With no clear indication as to where Hadi’s Bill is heading, retired judge Datuk Mohd Hishamudin Yunus says if Parliament were to pass the Bill, it would be abdicating its constitutional responsibility.
A RETIRED judge, who has served in both the civil Court of Appeal and the Syariah Court of Appeal, sees the Private Member’s Bill tabled last month by PAS president Datuk Seri Abdul Hadi Awang as a “blank cheque” to the state legislatures.
If the Syariah Courts (Criminal Jurisdiction) (Amendment) Bill 2016 were passed, says Datuk Mohd Hishamudin Yunus (pic), state legislatures “now may create any offence as they deem fit, and may prescribe any form of sentence, however severe or harsh, as they deem fit (as long as it is not the death penalty)”.
After 42 years as a judge and officer in Malaysia’s Judicial and Legal Service, Mohd Hishamudin retired in September last year and, a month later, joined G25, which is a group of senior Muslims working on “getting the practice of Islam in Malaysia to be in line with the Federal Constitution”.
Within the group he advises on issues relating to the law and the Constitution, and helps draft public statements on these issues. But in this interview with the Sunday Star, he stresses that he is speaking about what is now known as “Hadi’s Bill” in his personal capacity.
The former deputy parliamentary draftsman says that during his five years in the drafting division of the Attorney-General’s Chambers, no Private Member’s Bill ever received the Government’s support, let alone one brought forward by an opposition Member of Parliament.
So it was “not only unprecedented but also highly unusual” for a minister (Datuk Seri Azalina Othman Said of the Prime Minister’s Department) to table a motion on the afternoon of May 26 to suspend government business in the Dewan Rakyat and give priority to Hadi’s Bill which was last on the list.
Kelantan had already passed the Syariah Criminal Code II (1993) Enactment 2015, prescribing hudud punishments for adultery, murder, theft, robbery, sodomy, consumption of liquor and apostasy. But the existing Act 355 doesn’t allow the Syariah Court to impose PAS’ hudud punishments, Mohd Hishamudin points out, which was why Hadi came up with the Bill.
The former Selangor legal adviser sees the Bill as unconstitutional.
“If Parliament were to pass this Bill, it is tantamount to the august House abdicating its constitutional responsibility to exercise oversight and control over state legislatures in the creation of offences and in prescribing sentences,” he warns.
“Parliament would be going against the spirit and intention of the Federal Constitution.”
Criminal law is a federal matter and not a state matter, he says.
“Only Parliament can legislate and create offences that are considered criminal in nature,” he says.
In fact, under Item 1 of the State List in the Constitution, Parliament is expected to make laws to specify the offences over which the Syariah Court has jurisdiction, he adds. It states that the Syariah Court “shall not have jurisdiction in respect of offences except in so far as conferred by federal law”.
Mohd Hishamudin sees the purpose of this provision “is for Parliament to have oversight and control over offences, including the nature of punishments, created by state enactments, so that the state legislatures do not have a free hand to create offences or to prescribe sentences”.
If passed, the Bill would affect personal liberty and equality, he stresses. The state of Kelantan appears to believe – wrongly, according to the former judge – that the new Act would give it the power to enforce the Kelantan hudud Enactment of 2015 (with modifications since the death penalty is not permitted by Hadi’s Bill).
Under the Constitution, Article 5 provides that “No person shall be deprived of his life or personal liberty save in accordance with law”, he notes.
“The (PAS’) hudud law with its extreme harshness was not contemplated by our forefathers and the framers of the Federal Constitution. They envisaged a moderate form of Islam as it existed then in the Malay states and as it exists till today,” he says.
Hadi’s Bill and the Kelantan hudud Enactment would also contravene Article 8’s equality provision because, for example, a Muslim who committed theft would be subject to both the Penal Code (which provides for fines and imprisonment) and hudud (which provides for amputation of the hand) whereas a non-Muslim who committed a similar offence would only be subject to the Penal Code.
And if Kelantan, disregarding the constitutional constraints, were to enforce PAS’ hudud, “Muslims in Kelantan will suffer the harsh punishments like the amputation of hands and feet and excessive whippings.”
That would be the scenario, Mohd Hishamudin predicts, until someone takes Kelantan to court to challenge the validity of the new Act and the Kelantan hudud Enactment, invoking Article 5 of the Constitution on personal liberty and Article 8 on equality before the law.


TASK BRIEF: Write every entry out again exactly, please, and skip the pictures.

INPUT FOR THIS TASK:

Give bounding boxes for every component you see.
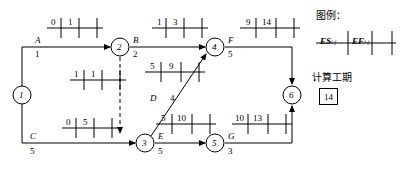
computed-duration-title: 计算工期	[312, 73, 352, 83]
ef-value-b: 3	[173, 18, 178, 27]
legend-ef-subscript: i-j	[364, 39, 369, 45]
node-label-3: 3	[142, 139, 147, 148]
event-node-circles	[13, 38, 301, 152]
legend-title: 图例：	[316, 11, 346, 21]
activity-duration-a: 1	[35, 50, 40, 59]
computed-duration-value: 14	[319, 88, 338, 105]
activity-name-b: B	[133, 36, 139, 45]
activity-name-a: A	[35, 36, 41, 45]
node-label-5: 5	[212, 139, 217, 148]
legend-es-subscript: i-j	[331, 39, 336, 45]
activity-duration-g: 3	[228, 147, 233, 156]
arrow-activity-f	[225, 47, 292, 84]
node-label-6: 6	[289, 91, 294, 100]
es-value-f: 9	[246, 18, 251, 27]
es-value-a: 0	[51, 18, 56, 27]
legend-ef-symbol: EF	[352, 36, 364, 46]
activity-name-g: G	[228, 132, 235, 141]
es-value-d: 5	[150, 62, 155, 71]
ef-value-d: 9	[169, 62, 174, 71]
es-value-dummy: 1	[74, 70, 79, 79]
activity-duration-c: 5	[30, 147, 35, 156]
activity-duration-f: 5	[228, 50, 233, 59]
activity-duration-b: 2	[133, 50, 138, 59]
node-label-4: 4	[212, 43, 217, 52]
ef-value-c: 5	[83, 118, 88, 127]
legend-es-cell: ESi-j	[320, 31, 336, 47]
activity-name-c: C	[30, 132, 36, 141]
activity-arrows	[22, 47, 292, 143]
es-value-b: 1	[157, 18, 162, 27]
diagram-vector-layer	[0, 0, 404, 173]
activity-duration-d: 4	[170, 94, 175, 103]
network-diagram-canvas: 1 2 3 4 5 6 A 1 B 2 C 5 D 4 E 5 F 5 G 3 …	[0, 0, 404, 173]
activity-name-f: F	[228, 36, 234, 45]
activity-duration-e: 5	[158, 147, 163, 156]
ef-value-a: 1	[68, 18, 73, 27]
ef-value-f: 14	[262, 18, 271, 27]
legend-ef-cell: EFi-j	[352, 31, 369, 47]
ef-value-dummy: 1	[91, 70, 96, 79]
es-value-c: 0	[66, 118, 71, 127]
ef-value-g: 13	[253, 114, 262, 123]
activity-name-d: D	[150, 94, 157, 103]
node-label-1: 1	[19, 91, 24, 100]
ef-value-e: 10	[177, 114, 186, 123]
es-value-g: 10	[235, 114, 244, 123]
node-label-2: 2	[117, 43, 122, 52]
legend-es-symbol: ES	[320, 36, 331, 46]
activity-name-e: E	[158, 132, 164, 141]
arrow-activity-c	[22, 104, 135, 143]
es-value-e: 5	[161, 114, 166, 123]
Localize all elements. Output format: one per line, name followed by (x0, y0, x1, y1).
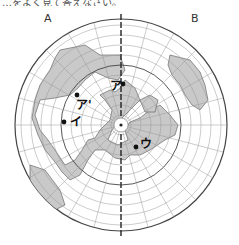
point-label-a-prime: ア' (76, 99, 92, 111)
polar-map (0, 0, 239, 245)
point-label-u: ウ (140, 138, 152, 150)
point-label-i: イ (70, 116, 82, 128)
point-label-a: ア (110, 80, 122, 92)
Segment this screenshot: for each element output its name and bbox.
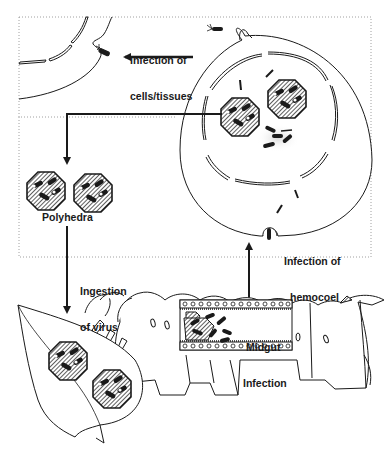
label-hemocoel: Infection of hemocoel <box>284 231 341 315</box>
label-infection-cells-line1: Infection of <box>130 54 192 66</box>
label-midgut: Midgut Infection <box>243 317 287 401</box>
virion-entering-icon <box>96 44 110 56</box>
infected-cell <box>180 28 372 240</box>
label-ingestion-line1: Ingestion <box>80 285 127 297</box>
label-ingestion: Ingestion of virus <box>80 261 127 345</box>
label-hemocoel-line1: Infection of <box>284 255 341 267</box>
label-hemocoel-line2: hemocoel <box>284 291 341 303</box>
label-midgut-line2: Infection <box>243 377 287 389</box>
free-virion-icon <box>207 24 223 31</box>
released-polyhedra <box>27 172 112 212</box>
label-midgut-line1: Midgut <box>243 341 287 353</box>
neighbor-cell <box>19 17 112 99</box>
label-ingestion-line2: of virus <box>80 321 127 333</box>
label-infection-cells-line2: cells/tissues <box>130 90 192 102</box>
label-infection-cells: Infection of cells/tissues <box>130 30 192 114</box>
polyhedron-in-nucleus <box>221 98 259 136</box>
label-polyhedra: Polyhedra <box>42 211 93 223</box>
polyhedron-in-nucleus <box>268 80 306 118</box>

TASK RESPONSE:
Give bounding boxes for every component you see.
computed-duration-title: 计算工期	[312, 73, 352, 83]
ef-value-b: 3	[173, 18, 178, 27]
legend-ef-subscript: i-j	[364, 39, 369, 45]
node-label-3: 3	[142, 139, 147, 148]
event-node-circles	[13, 38, 301, 152]
legend-title: 图例：	[316, 11, 346, 21]
activity-duration-a: 1	[35, 50, 40, 59]
computed-duration-value: 14	[319, 88, 338, 105]
activity-name-b: B	[133, 36, 139, 45]
activity-name-a: A	[35, 36, 41, 45]
node-label-5: 5	[212, 139, 217, 148]
legend-es-subscript: i-j	[331, 39, 336, 45]
activity-duration-g: 3	[228, 147, 233, 156]
arrow-activity-f	[225, 47, 292, 84]
node-label-6: 6	[289, 91, 294, 100]
es-value-f: 9	[246, 18, 251, 27]
es-value-a: 0	[51, 18, 56, 27]
legend-ef-symbol: EF	[352, 36, 364, 46]
activity-name-g: G	[228, 132, 235, 141]
es-value-d: 5	[150, 62, 155, 71]
ef-value-d: 9	[169, 62, 174, 71]
es-value-dummy: 1	[74, 70, 79, 79]
activity-duration-c: 5	[30, 147, 35, 156]
activity-duration-f: 5	[228, 50, 233, 59]
activity-duration-b: 2	[133, 50, 138, 59]
node-label-4: 4	[212, 43, 217, 52]
ef-value-c: 5	[83, 118, 88, 127]
legend-es-cell: ESi-j	[320, 31, 336, 47]
activity-name-c: C	[30, 132, 36, 141]
activity-arrows	[22, 47, 292, 143]
es-value-b: 1	[157, 18, 162, 27]
diagram-vector-layer	[0, 0, 404, 173]
activity-duration-d: 4	[170, 94, 175, 103]
network-diagram-canvas: 1 2 3 4 5 6 A 1 B 2 C 5 D 4 E 5 F 5 G 3 …	[0, 0, 404, 173]
activity-name-f: F	[228, 36, 234, 45]
activity-duration-e: 5	[158, 147, 163, 156]
ef-value-a: 1	[68, 18, 73, 27]
ef-value-f: 14	[262, 18, 271, 27]
legend-ef-cell: EFi-j	[352, 31, 369, 47]
ef-value-dummy: 1	[91, 70, 96, 79]
es-value-c: 0	[66, 118, 71, 127]
ef-value-g: 13	[253, 114, 262, 123]
activity-name-d: D	[150, 94, 157, 103]
node-label-1: 1	[19, 91, 24, 100]
ef-value-e: 10	[177, 114, 186, 123]
es-value-g: 10	[235, 114, 244, 123]
node-label-2: 2	[117, 43, 122, 52]
legend-es-symbol: ES	[320, 36, 331, 46]
activity-name-e: E	[158, 132, 164, 141]
arrow-activity-c	[22, 104, 135, 143]
es-value-e: 5	[161, 114, 166, 123]
Localize all elements. Output format: one per line, name followed by (x0, y0, x1, y1).
point-label-a-prime: ア' (76, 99, 92, 111)
polar-map (0, 0, 239, 245)
point-label-u: ウ (140, 138, 152, 150)
point-label-i: イ (70, 116, 82, 128)
point-label-a: ア (110, 80, 122, 92)
Segment this screenshot: for each element output its name and bbox.
label-hemocoel: Infection of hemocoel <box>284 231 341 315</box>
label-infection-cells-line1: Infection of <box>130 54 192 66</box>
label-midgut: Midgut Infection <box>243 317 287 401</box>
virion-entering-icon <box>96 44 110 56</box>
infected-cell <box>180 28 372 240</box>
label-ingestion-line1: Ingestion <box>80 285 127 297</box>
label-ingestion: Ingestion of virus <box>80 261 127 345</box>
label-hemocoel-line1: Infection of <box>284 255 341 267</box>
label-hemocoel-line2: hemocoel <box>284 291 341 303</box>
label-midgut-line2: Infection <box>243 377 287 389</box>
free-virion-icon <box>207 24 223 31</box>
released-polyhedra <box>27 172 112 212</box>
label-midgut-line1: Midgut <box>243 341 287 353</box>
neighbor-cell <box>19 17 112 99</box>
label-ingestion-line2: of virus <box>80 321 127 333</box>
label-infection-cells-line2: cells/tissues <box>130 90 192 102</box>
label-infection-cells: Infection of cells/tissues <box>130 30 192 114</box>
polyhedron-in-nucleus <box>221 98 259 136</box>
label-polyhedra: Polyhedra <box>42 211 93 223</box>
polyhedron-in-nucleus <box>268 80 306 118</box>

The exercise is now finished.